For use cases like these, where long-term task runtime analysis is required, you can leverage GPIO signals available on the target board along with a TRACE32 Mixed-Signal Probe. For example, a solution has been developed for the PolarFire SoC (RISC-V, 64-bit) running FreeRTOS on a single U54 hart. While the PolarFire SoC offers on-chip and off-chip program flow trace, it provides neither data trace nor context ID tracing. FPGA-based SoCs typically have many GPIOs, which makes implementing such a solution easier.
The basic idea is to associate certain GPIO switches with the task switch operations of an RTOS. In this case, the FreeRTOS task switch hook function is utilized to add code that writes the task number to specific GPIOs.
The GPIO signals can be recorded using a Lauterbach logic analyzer (Mixed-Signal Probe).
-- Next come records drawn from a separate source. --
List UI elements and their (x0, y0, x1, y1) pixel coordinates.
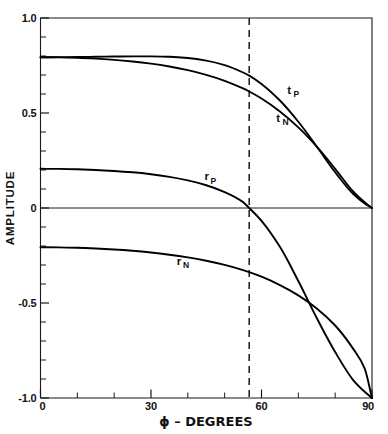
curve-label-base: t (287, 84, 291, 96)
curve-label-tP: tP (287, 84, 299, 99)
curve-label-base: r (177, 255, 182, 267)
curve-label-subscript: N (282, 117, 288, 127)
x-tick-label: 60 (256, 400, 268, 412)
x-axis-title: ϕ – DEGREES (159, 414, 252, 429)
curve-label-subscript: N (183, 260, 189, 270)
chart-canvas: 1.00.50-0.5-1.0 0306090 tPtNrPrN AMPLITU… (0, 0, 388, 434)
y-axis-title: AMPLITUDE (4, 171, 16, 245)
curve-r-n (41, 247, 373, 398)
x-tick-label: 30 (145, 400, 157, 412)
curve-label-subscript: P (211, 176, 217, 186)
y-tick-label: -0.5 (18, 297, 36, 309)
y-axis-title-group: AMPLITUDE (4, 171, 16, 245)
curve-label-base: r (204, 170, 209, 182)
fresnel-amplitude-chart: 1.00.50-0.5-1.0 0306090 tPtNrPrN AMPLITU… (0, 0, 388, 434)
x-axis-tick-labels: 0306090 (40, 400, 375, 412)
x-axis-title-group: ϕ – DEGREES (159, 414, 252, 429)
y-axis-tick-labels: 1.00.50-0.5-1.0 (18, 12, 36, 404)
y-tick-label: 0 (31, 202, 37, 214)
y-tick-label: 1.0 (22, 12, 37, 24)
x-tick-label: 90 (362, 400, 374, 412)
curve-r-p (41, 169, 373, 398)
x-axis-ticks (41, 390, 373, 399)
curve-label-rP: rP (204, 170, 216, 185)
y-tick-label: -1.0 (18, 392, 36, 404)
y-tick-label: 0.5 (22, 107, 37, 119)
curve-label-subscript: P (293, 89, 299, 99)
x-tick-label: 0 (40, 400, 46, 412)
data-curves (41, 56, 373, 398)
curve-label-base: t (276, 112, 280, 124)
A DisConfig
command in TRACE32 allows the recorded GPIO signals to be mapped to the task number. To understand the following screenshots, it’s important to know that the signals recorded by the Mixed-Signal Probe are displayed in TRACE32 using the TRACE32 CIProbe
or IProbe
main command groups. The commands IProbe.Chart.TASK
and IProbe.STATistic.TASK
enable now the desired long-term task runtime analysis.
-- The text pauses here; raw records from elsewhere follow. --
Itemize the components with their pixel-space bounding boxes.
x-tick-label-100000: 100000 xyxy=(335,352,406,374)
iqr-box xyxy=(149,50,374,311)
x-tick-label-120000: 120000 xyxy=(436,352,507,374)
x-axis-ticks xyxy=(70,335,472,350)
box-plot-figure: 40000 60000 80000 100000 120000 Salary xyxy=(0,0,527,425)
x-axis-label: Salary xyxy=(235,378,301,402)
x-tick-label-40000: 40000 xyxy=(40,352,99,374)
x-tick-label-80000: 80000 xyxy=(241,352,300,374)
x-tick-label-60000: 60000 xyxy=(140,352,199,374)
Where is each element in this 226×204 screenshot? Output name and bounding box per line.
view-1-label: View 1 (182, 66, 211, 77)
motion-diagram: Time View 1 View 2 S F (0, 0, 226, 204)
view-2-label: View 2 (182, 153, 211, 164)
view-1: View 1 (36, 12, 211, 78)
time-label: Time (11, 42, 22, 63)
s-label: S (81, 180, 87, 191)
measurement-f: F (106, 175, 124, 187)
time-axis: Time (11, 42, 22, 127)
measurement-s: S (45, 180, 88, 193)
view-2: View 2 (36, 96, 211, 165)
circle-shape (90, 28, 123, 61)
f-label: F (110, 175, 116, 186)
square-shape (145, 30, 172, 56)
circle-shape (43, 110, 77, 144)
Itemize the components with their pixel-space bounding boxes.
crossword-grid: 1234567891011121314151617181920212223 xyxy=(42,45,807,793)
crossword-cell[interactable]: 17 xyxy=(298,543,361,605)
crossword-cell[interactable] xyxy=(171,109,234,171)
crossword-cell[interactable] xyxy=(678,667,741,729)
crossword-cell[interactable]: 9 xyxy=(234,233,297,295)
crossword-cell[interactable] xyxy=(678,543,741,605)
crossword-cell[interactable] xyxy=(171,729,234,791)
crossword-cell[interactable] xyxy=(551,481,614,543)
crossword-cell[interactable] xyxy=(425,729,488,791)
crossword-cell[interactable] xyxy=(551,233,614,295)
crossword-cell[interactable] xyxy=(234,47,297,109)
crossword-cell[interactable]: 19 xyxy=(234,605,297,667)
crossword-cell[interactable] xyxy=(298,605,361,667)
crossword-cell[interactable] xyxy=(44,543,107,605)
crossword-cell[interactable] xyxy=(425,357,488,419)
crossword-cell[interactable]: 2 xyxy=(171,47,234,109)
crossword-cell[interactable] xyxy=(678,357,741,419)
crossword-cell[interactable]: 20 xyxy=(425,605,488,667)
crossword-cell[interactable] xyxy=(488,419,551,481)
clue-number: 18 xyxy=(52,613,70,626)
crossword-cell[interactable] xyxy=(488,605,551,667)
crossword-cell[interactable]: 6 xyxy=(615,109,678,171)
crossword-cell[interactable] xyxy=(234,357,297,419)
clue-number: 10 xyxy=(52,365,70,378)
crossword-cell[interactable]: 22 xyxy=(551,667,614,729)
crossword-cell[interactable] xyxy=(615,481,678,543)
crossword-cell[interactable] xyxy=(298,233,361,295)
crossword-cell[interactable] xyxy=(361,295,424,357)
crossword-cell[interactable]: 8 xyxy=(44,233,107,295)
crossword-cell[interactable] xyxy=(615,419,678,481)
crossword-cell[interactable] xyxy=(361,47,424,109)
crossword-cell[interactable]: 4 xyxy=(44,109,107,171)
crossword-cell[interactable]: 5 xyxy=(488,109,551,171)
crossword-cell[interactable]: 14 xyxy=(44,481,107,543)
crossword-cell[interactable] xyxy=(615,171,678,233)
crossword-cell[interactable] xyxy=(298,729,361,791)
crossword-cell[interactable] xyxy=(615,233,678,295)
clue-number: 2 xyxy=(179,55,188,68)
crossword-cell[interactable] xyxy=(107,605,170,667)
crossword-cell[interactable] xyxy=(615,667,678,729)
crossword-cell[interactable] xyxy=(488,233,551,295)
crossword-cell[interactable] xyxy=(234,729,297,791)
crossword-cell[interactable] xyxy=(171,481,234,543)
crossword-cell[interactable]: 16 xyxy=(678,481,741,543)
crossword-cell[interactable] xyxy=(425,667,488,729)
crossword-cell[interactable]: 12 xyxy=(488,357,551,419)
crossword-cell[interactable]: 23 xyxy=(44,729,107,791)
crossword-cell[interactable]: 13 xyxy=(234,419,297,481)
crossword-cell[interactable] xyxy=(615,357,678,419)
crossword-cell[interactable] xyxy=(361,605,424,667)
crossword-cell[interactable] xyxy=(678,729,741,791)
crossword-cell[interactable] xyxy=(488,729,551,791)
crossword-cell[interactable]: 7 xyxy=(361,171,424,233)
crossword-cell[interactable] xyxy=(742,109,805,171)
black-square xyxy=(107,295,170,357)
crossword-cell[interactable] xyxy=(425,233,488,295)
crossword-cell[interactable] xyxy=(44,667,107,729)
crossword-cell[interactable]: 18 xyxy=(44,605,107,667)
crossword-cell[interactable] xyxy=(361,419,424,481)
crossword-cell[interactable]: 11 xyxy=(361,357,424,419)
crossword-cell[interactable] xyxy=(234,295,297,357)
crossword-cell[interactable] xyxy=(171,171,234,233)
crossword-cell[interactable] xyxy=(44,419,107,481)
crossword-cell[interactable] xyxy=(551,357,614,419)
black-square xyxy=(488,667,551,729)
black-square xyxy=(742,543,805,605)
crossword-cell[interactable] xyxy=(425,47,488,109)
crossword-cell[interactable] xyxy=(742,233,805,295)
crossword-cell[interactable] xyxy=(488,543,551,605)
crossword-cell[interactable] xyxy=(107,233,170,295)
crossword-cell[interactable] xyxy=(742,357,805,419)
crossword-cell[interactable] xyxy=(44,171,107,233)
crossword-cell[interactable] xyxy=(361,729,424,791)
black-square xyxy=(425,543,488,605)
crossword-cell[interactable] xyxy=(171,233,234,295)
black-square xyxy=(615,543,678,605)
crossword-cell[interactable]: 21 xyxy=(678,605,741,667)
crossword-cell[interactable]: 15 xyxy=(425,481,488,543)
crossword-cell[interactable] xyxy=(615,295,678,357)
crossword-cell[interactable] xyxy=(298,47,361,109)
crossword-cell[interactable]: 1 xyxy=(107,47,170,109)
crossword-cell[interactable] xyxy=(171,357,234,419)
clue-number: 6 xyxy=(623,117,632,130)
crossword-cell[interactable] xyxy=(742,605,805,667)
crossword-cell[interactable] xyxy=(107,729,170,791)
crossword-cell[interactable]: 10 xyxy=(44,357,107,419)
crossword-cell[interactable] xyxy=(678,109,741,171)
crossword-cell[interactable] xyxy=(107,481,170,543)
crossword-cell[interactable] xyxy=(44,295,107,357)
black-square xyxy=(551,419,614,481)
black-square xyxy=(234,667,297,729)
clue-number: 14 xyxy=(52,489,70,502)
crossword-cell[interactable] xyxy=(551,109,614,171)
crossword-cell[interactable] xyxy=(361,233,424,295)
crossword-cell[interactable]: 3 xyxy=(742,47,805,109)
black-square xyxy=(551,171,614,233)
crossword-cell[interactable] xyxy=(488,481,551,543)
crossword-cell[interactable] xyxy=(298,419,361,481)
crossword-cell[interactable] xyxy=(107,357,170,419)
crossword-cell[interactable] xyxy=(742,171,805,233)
Now, for those interested in a deeper understanding of the solution, here are some additional details.
FreeRTOS provides a "task num" for each created task. It's a progressive number starting from 1.
The "task num" is encoded on several GPIOs during each task switch. In this implementation, three data GPIOs are used (allowing for up to seven available tasks) along with one clock GPIO to sample valid data on the Mixed-Signal Probe. This configuration effectively functions like a bus trace with a single clock line.
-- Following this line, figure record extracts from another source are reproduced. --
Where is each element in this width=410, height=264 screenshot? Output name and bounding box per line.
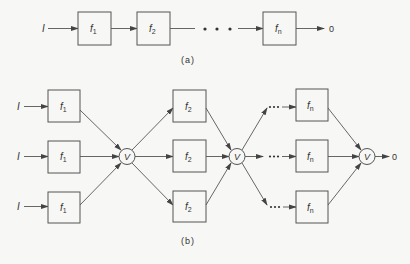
input-label: I bbox=[42, 23, 45, 34]
voter-1: V bbox=[119, 149, 135, 165]
input-label-1: I bbox=[17, 101, 20, 112]
figure-a-series-chain: I f1 f2 fn 0 (a) bbox=[42, 12, 334, 65]
ellipsis-dots bbox=[269, 106, 280, 208]
inputs: I I I bbox=[17, 101, 48, 212]
block-f1: f1 bbox=[78, 12, 111, 45]
input-label-3: I bbox=[17, 201, 20, 212]
stage-f2: f2 f2 f2 bbox=[173, 90, 206, 222]
figure-b-redundant-chain: I I I f1 f1 f1 V bbox=[17, 89, 397, 246]
output-label: 0 bbox=[329, 24, 334, 34]
voter-3: V bbox=[359, 149, 375, 165]
svg-text:V: V bbox=[234, 152, 241, 162]
stage-f1: f1 f1 f1 bbox=[48, 90, 80, 223]
svg-text:V: V bbox=[364, 152, 371, 162]
caption-b: (b) bbox=[181, 236, 195, 246]
block-f2: f2 bbox=[137, 12, 170, 45]
block-fn: fn bbox=[263, 12, 296, 45]
input-label-2: I bbox=[17, 151, 20, 162]
svg-text:V: V bbox=[124, 152, 131, 162]
stage-fn: fn fn fn bbox=[296, 89, 328, 223]
ellipsis-dots bbox=[203, 27, 231, 30]
output-label: 0 bbox=[392, 152, 397, 162]
redundancy-diagram: I f1 f2 fn 0 (a) I I bbox=[0, 0, 410, 264]
voter-2: V bbox=[229, 149, 245, 165]
caption-a: (a) bbox=[181, 55, 195, 65]
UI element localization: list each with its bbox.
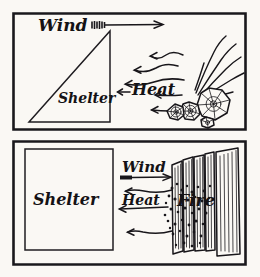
top-shelter-label: Shelter	[58, 90, 117, 106]
log-end-tiny	[201, 117, 214, 128]
bottom-fire-logs: Fire	[164, 148, 240, 256]
diagram-canvas: Shelter Wind Heat	[0, 0, 260, 277]
bottom-wind-label: Wind	[122, 158, 166, 176]
log-upright-wide	[216, 148, 240, 256]
top-wind-label: Wind	[38, 15, 88, 35]
bottom-shelter-label: Shelter	[33, 190, 100, 209]
bottom-heat-label: Heat	[121, 192, 160, 208]
bottom-fire-label: Fire	[176, 190, 215, 210]
figure-root: Shelter Wind Heat	[0, 0, 260, 277]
Several CIProbe/IProbe.DisConfig.CYcle
commands are configured to detect write cycles, along with the appropriate 'Strobe', 'Address', and 'Data' fields:
The Address is the task number
The values from the GPIOs are used as the Strobe.
The Data is encoded to retrieve the original FreeRTOS task number based on the "task num" encoded on the GPIOs.
Please note that more than one DisConfig
command is required—specifically, one command for each task. Each DisConfig
command uses a distinct strobe to identify a specific task.
The information obtained from CIProbe/IProbe.List
allows the standard FreeRTOS awareness to generate the CIProbe/IProbe.Chart.TASK
view. This approach is designed for a single-core RTOS.
Additionally, the PolarFire SoC generates a program flow trace. Since both the PowerTrace (Analyzer), which records the program flow, and the Mixed-Signal Probe (IProbe/CIProbe), which captures the GPIOs, tag their trace records with the same - across all TRACE32 trace tools - timestamp, these recordings can be easily synchronized. The Analyzer.Chart
Window below shows which functions are executed when the change from task SieveDemo to task StackEater occurred (blue cursor in both windows).